Your favorite music video.

Annie Lennox’s “Walking On Broken Glass.” Decades before Beyoncé perfected the visual album concept, the Scottish pop goddess made a music video for every song on her 1992 album Diva, all in collaboration with director Sophie Muller. Discovering this on MTV in the ’90s was my unequivocal highlight, and featured star-making turns from Lennox herself as well as John Malkovich and Hugh Laurie.

Your favorite music-focused TV show and/or podcast.

HBO’s Insecure has been the undisputed king of music supervision since it premiered in 2016, and this year’s season, with all the original songs from Issa Rae’s Raedio imprint, only further raised the bar. I May Destroy You became a very close second for me this summer, however.

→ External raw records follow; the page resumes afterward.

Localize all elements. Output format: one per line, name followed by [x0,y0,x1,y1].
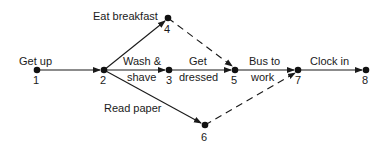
label-get-dressed-1: Get [189,55,207,67]
label-get-dressed-2: dressed [179,71,218,83]
activity-network-diagram: 1 2 3 4 5 6 7 8 Get up Eat breakfast Was… [0,0,383,147]
node-1 [34,67,41,74]
label-wash-shave-1: Wash & [123,55,162,67]
node-6-number: 6 [201,131,207,143]
label-wash-shave-2: shave [127,71,156,83]
node-7 [295,67,302,74]
node-8-number: 8 [362,74,368,86]
node-2 [101,67,108,74]
node-6 [202,122,209,129]
edge-6-7-dummy [205,73,295,125]
label-bus-to-work-1: Bus to [249,55,280,67]
node-1-number: 1 [33,74,39,86]
label-clock-in: Clock in [310,55,349,67]
node-5 [232,67,239,74]
node-2-number: 2 [100,74,106,86]
node-5-number: 5 [231,74,237,86]
label-eat-breakfast: Eat breakfast [93,10,158,22]
node-3-number: 3 [166,74,172,86]
node-3 [166,67,173,74]
node-4 [165,15,172,22]
node-4-number: 4 [164,23,170,35]
label-get-up: Get up [19,55,52,67]
node-7-number: 7 [295,74,301,86]
label-read-paper: Read paper [104,102,162,114]
node-8 [363,67,370,74]
label-bus-to-work-2: work [250,71,275,83]
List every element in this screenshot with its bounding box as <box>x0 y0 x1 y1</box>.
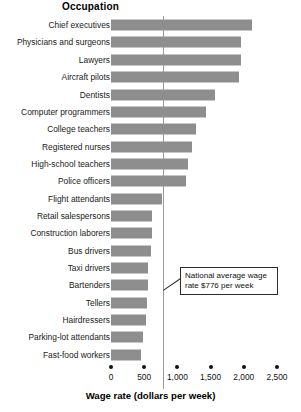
bar-row: Flight attendants <box>0 190 301 207</box>
bar <box>111 141 192 152</box>
category-label: Flight attendants <box>48 194 110 204</box>
category-label: Retail salespersons <box>37 211 110 221</box>
category-label: Bartenders <box>69 280 110 290</box>
bar <box>111 193 162 204</box>
category-label: Police officers <box>58 176 110 186</box>
category-label: High-school teachers <box>31 159 110 169</box>
bar <box>111 245 151 256</box>
category-label: Parking-lot attendants <box>29 332 110 342</box>
x-axis-tick-label: 0 <box>109 372 114 382</box>
category-label: Hairdressers <box>63 315 110 325</box>
bar-row: Construction laborers <box>0 225 301 242</box>
bar-row: Aircraft pilots <box>0 69 301 86</box>
category-label: Taxi drivers <box>68 263 110 273</box>
category-label: Computer programmers <box>21 107 110 117</box>
bar <box>111 280 148 291</box>
category-label: Aircraft pilots <box>62 72 110 82</box>
bar <box>111 158 188 169</box>
bar <box>111 89 215 100</box>
bar-row: Dentists <box>0 86 301 103</box>
bar-row: Bus drivers <box>0 242 301 259</box>
category-label: College teachers <box>47 124 110 134</box>
bar-row: Hairdressers <box>0 311 301 328</box>
category-label: Lawyers <box>79 55 110 65</box>
x-axis-tick-label: 500 <box>137 372 151 382</box>
bar-row: Fast-food workers <box>0 346 301 363</box>
x-axis-tick-dot <box>242 365 246 369</box>
x-axis-tick-label: 1,500 <box>200 372 221 382</box>
wage-rate-bar-chart: Occupation Chief executivesPhysicians an… <box>0 0 301 412</box>
callout-line-2: rate $776 per week <box>185 281 273 291</box>
bar-row: Registered nurses <box>0 138 301 155</box>
bar-row: Computer programmers <box>0 103 301 120</box>
bar-row: Chief executives <box>0 17 301 34</box>
category-label: Physicians and surgeons <box>17 37 110 47</box>
bar-row: Tellers <box>0 294 301 311</box>
bar <box>111 228 152 239</box>
x-axis-tick-dot <box>109 365 113 369</box>
category-label: Construction laborers <box>30 228 110 238</box>
category-label: Registered nurses <box>42 142 110 152</box>
category-label: Dentists <box>80 90 110 100</box>
bar <box>111 176 186 187</box>
category-label: Chief executives <box>49 20 110 30</box>
bar <box>111 20 252 31</box>
bar <box>111 54 241 65</box>
bar-row: College teachers <box>0 121 301 138</box>
bar-row: Physicians and surgeons <box>0 34 301 51</box>
bar <box>111 37 241 48</box>
bar <box>111 263 148 274</box>
x-axis-tick-label: 2,000 <box>233 372 254 382</box>
plot-area: Chief executivesPhysicians and surgeonsL… <box>0 0 301 412</box>
national-average-callout: National average wage rate $776 per week <box>180 267 278 295</box>
bar <box>111 72 239 83</box>
x-axis-tick-label: 2,500 <box>267 372 288 382</box>
bar <box>111 210 152 221</box>
bar <box>111 124 196 135</box>
bar <box>111 297 147 308</box>
bar-row: Parking-lot attendants <box>0 329 301 346</box>
bar <box>111 315 146 326</box>
bar-row: Police officers <box>0 173 301 190</box>
bar-row: High-school teachers <box>0 155 301 172</box>
bar-row: Lawyers <box>0 51 301 68</box>
bar <box>111 332 143 343</box>
x-axis-tick-dot <box>275 365 279 369</box>
category-label: Bus drivers <box>68 246 110 256</box>
x-axis-title: Wage rate (dollars per week) <box>0 390 301 401</box>
bar <box>111 349 141 360</box>
x-axis-tick-dot <box>175 365 179 369</box>
bar <box>111 106 206 117</box>
bar-row: Retail salespersons <box>0 207 301 224</box>
category-label: Tellers <box>86 298 110 308</box>
category-label: Fast-food workers <box>43 350 110 360</box>
callout-line-1: National average wage <box>185 271 273 281</box>
x-axis-tick-label: 1,000 <box>167 372 188 382</box>
x-axis-tick-dot <box>142 365 146 369</box>
x-axis-tick-dot <box>209 365 213 369</box>
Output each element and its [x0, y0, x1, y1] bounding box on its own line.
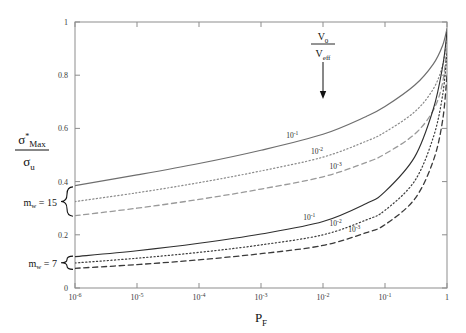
- y-tick-label-4: 0.8: [58, 71, 68, 80]
- y-axis-title-denominator: σu: [23, 154, 35, 172]
- x-tick-label-6: 1: [445, 293, 449, 302]
- curve-label-mw15-1e-3: 10-3: [330, 161, 342, 171]
- brace-mw15: [61, 187, 73, 216]
- x-tick-label-3: 10-3: [255, 292, 268, 303]
- y-tick-label-0: 0: [64, 284, 68, 293]
- mw7-label: mw = 7: [29, 258, 57, 272]
- x-tick-label-1: 10-5: [131, 292, 144, 303]
- figure-container: 10-610-510-410-310-210-1100.20.40.60.811…: [0, 0, 466, 333]
- curve-mw15-1e-2: [75, 38, 447, 202]
- y-tick-label-3: 0.6: [58, 124, 68, 133]
- curves-group: [75, 29, 447, 269]
- curve-label-mw15-1e-1: 10-1: [286, 130, 298, 140]
- curve-mw15-1e-3: [75, 46, 447, 216]
- curve-mw7-1e-2: [75, 53, 447, 263]
- plot-frame: [75, 22, 447, 288]
- x-tick-label-4: 10-2: [317, 292, 330, 303]
- y-tick-label-5: 1: [64, 18, 68, 27]
- brace-mw7: [61, 256, 73, 269]
- x-tick-label-5: 10-1: [379, 292, 392, 303]
- chart-canvas: 10-610-510-410-310-210-1100.20.40.60.811…: [0, 0, 466, 333]
- y-tick-label-1: 0.2: [58, 231, 68, 240]
- curve-mw7-1e-1: [75, 32, 447, 256]
- curve-label-mw15-1e-2: 10-2: [311, 146, 323, 156]
- x-axis-title: PF: [255, 310, 267, 328]
- v0-veff-arrow-head: [320, 91, 326, 99]
- y-axis-title-numerator: σ*Max: [18, 132, 46, 149]
- mw15-label: mw = 15: [24, 197, 57, 211]
- y-tick-label-2: 0.4: [58, 178, 68, 187]
- curve-label-mw7-1e-2: 10-2: [330, 218, 342, 228]
- curve-label-mw7-1e-1: 10-1: [303, 212, 315, 222]
- x-tick-label-2: 10-4: [193, 292, 206, 303]
- curve-mw7-1e-3: [75, 75, 447, 268]
- x-tick-label-0: 10-6: [69, 292, 82, 303]
- v0-veff-numerator: V0: [318, 31, 329, 45]
- curve-mw15-1e-1: [75, 29, 447, 186]
- v0-veff-denominator: Veff: [316, 48, 332, 62]
- curve-label-mw7-1e-3: 10-3: [348, 224, 360, 234]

Michaela Coel is a genius of many trades, not the least of which is her ability to weave multiple uses of a Daft Punk ballad into a show’s narrative.

A project you worked on recently that you’re proud of.

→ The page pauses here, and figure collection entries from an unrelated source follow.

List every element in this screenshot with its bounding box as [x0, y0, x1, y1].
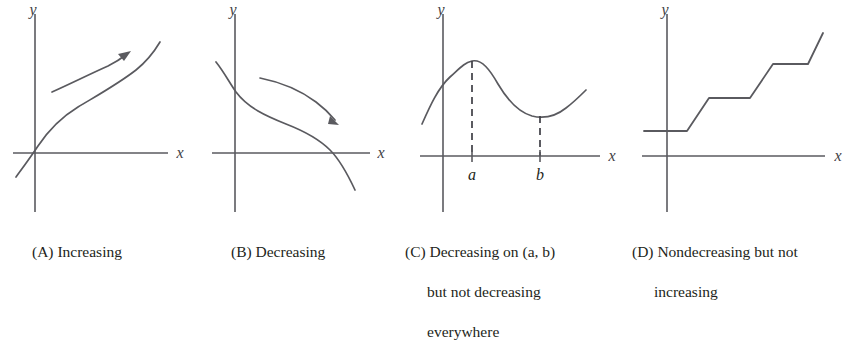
y-axis-label: y	[27, 1, 37, 19]
panel-b-caption-line-1: (B) Decreasing	[231, 242, 406, 262]
panel-b-caption: (B) Decreasing	[231, 222, 406, 282]
panel-b: y x (B) Decreasing	[200, 0, 400, 311]
x-axis-label: x	[607, 147, 615, 164]
panel-d-caption: (D) Nondecreasing but not increasing	[632, 222, 860, 322]
y-axis-label: y	[227, 1, 237, 19]
direction-arrow-line	[260, 78, 335, 120]
decreasing-curve	[216, 62, 355, 190]
panel-a-plot: y x	[0, 0, 200, 215]
panel-c: a b y x (C) Decreasing on (a, b) but not…	[400, 0, 630, 311]
staircase-curve	[644, 33, 823, 131]
panel-c-caption-line-2: but not decreasing	[405, 282, 625, 302]
panel-d-caption-line-2: increasing	[632, 282, 860, 302]
y-axis-label: y	[659, 1, 669, 19]
x-axis-label: x	[833, 147, 841, 164]
panel-a-caption-line-1: (A) Increasing	[32, 242, 202, 262]
direction-arrow-line	[52, 54, 127, 92]
increasing-curve	[16, 42, 160, 177]
panel-c-plot: a b y x	[400, 0, 630, 215]
panel-c-caption-line-1: (C) Decreasing on (a, b)	[405, 242, 625, 262]
tick-label-b: b	[536, 166, 544, 183]
panel-d-caption-line-1: (D) Nondecreasing but not	[632, 242, 860, 262]
panel-d-plot: y x	[630, 0, 860, 215]
local-extrema-curve	[422, 61, 586, 124]
y-axis-label: y	[435, 1, 445, 19]
tick-label-a: a	[468, 166, 476, 183]
panel-b-plot: y x	[200, 0, 400, 215]
panel-c-caption: (C) Decreasing on (a, b) but not decreas…	[405, 222, 625, 344]
panel-c-caption-line-3: everywhere	[405, 322, 625, 342]
x-axis-label: x	[175, 144, 183, 161]
panel-a-caption: (A) Increasing	[32, 222, 202, 282]
panel-d: y x (D) Nondecreasing but not increasing	[630, 0, 860, 311]
panel-a: y x (A) Increasing	[0, 0, 200, 311]
x-axis-label: x	[376, 144, 384, 161]
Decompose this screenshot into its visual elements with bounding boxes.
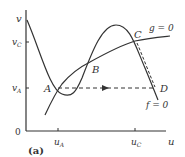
g-nullcline-label: g = 0 bbox=[149, 23, 174, 33]
point-label-A: A bbox=[43, 83, 51, 94]
point-label-D: D bbox=[159, 83, 168, 94]
x-axis-label: u bbox=[168, 136, 174, 147]
trajectory-C-to-D bbox=[137, 43, 155, 87]
origin-label: 0 bbox=[15, 127, 21, 137]
tick-label-uC: uC bbox=[131, 137, 142, 148]
tick-label-uA: uA bbox=[54, 137, 65, 148]
y-axis-label: v bbox=[16, 13, 22, 24]
arrow-right-icon bbox=[102, 85, 109, 91]
point-label-B: B bbox=[91, 64, 99, 75]
point-label-C: C bbox=[134, 29, 142, 40]
phase-plane-diagram: v vC vA 0 uA uC u A B C D g = 0 f = 0 (a… bbox=[0, 0, 185, 157]
f-nullcline-label: f = 0 bbox=[145, 100, 169, 110]
panel-label: (a) bbox=[28, 145, 44, 156]
tick-label-vC: vC bbox=[12, 37, 22, 48]
tick-label-vA: vA bbox=[12, 83, 22, 94]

This summer I became a founding “Court” member of Do The WeRQ, an organization dedicated to the advancement of LGBTQ+ inclusion behind the camera of creative advertising work as well as in front of it. We launched with a three-month series of virtual events that provided a much-needed sense of community during the first remote Pride season, and will soon be rolling out the first “Queer Census” for the ad industry to provide an important benchmark for measuring LGBTQ+ representation going forward.

Someone else’s project that you admired recently.

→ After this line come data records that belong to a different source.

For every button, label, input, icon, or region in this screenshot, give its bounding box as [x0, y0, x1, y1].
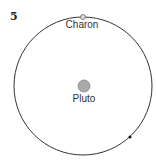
pluto-label: Pluto — [64, 93, 104, 104]
figure-number: 5 — [10, 10, 18, 23]
pluto-body — [78, 80, 90, 92]
charon-label: Charon — [62, 19, 102, 30]
orbit-marker-dot — [129, 136, 132, 139]
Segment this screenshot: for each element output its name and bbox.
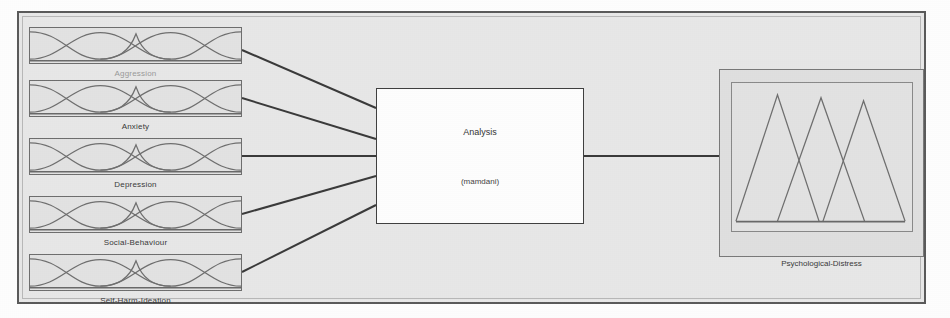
- output-membership-plot: [731, 82, 913, 232]
- output-variable-psychological-distress[interactable]: [719, 69, 924, 257]
- inference-engine-title: Analysis: [463, 127, 497, 137]
- link-input-4: [242, 176, 376, 214]
- membership-plot-self-harm-ideation: [30, 255, 241, 290]
- triangular-membership-curves: [732, 83, 912, 231]
- output-label-psychological-distress: Psychological-Distress: [719, 259, 924, 268]
- input-variable-depression[interactable]: [29, 138, 242, 175]
- input-variable-self-harm-ideation[interactable]: [29, 254, 242, 291]
- fis-diagram-page: Aggression Anxiety Depression: [0, 0, 950, 318]
- input-label-depression: Depression: [29, 180, 242, 189]
- membership-plot-social-behaviour: [30, 197, 241, 232]
- input-label-aggression: Aggression: [29, 69, 242, 78]
- link-input-2: [242, 98, 376, 139]
- membership-plot-aggression: [30, 28, 241, 63]
- input-label-social-behaviour: Social-Behaviour: [29, 238, 242, 247]
- input-variable-aggression[interactable]: [29, 27, 242, 64]
- membership-plot-depression: [30, 139, 241, 174]
- fis-window-frame: Aggression Anxiety Depression: [17, 11, 926, 304]
- input-label-self-harm-ideation: Self-Harm-Ideation: [29, 296, 242, 305]
- membership-plot-anxiety: [30, 81, 241, 116]
- inference-method-label: (mamdani): [461, 177, 499, 186]
- inference-engine-block[interactable]: Analysis (mamdani): [376, 88, 584, 224]
- input-variable-social-behaviour[interactable]: [29, 196, 242, 233]
- link-input-5: [242, 205, 376, 272]
- input-variable-anxiety[interactable]: [29, 80, 242, 117]
- input-label-anxiety: Anxiety: [29, 122, 242, 131]
- link-input-1: [242, 50, 376, 108]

Club House Global, which is a livestream DJ series created by my friends Anjali, Jasmine and Patrick to raise critical funds for the Los Angeles nightlife community. Bartenders, door people and production crews are the backbone of the music industry, and will be the very last to regain employment when—and in the case of many venues, if—we’re all finally ready to reopen. Club House shines an important multicultural lens on this issue, as the Black, Latinx and LGBTQ+ communities have been the hardest hit by these shutdowns. I love seeing the massive platform this team has built in such a short span of time. 

How musicians should approach working with brands.

No good creative decision is ever based on money, so think of brands as more of a cultural concierge than just a checkbook. Smart brands who approach music as a global currency can introduce you to audiences in countries you might not even knew existed. Just make sure you do your research and align yourself with companies whose public commitment to racial, gender and LGBTQ+ diversity is on par with yours.

How brands should approach working with musicians.

The most successful artist-brand partnerships have resulted from concepts that are built around the artist’s story and creative input. And yet I still see so many brands put a generic deal template in front of artists that has no bearing who they are as a person. Give artists a voice in your partnership, and watch the success metrics skyrocket.

What music can do that nothing else can.

Unite people from all backgrounds. There’s a reason we all turned to concert livestreams and Verzuz battles in the first weeks of the pandemic when live sports were on hiatus.

What you’d be doing if you weren’t in the music world.

Working some woefully unfulfilling job and spending every night out at shows. I am a music biz lifer.

Liner Notes is our weekly interview series where we chat with folks in the music industry about their creative inspirations, their favorite bands and musicians, and generally what music means to them. For more about Liner Notes, and our Clio Music program, please get in touch.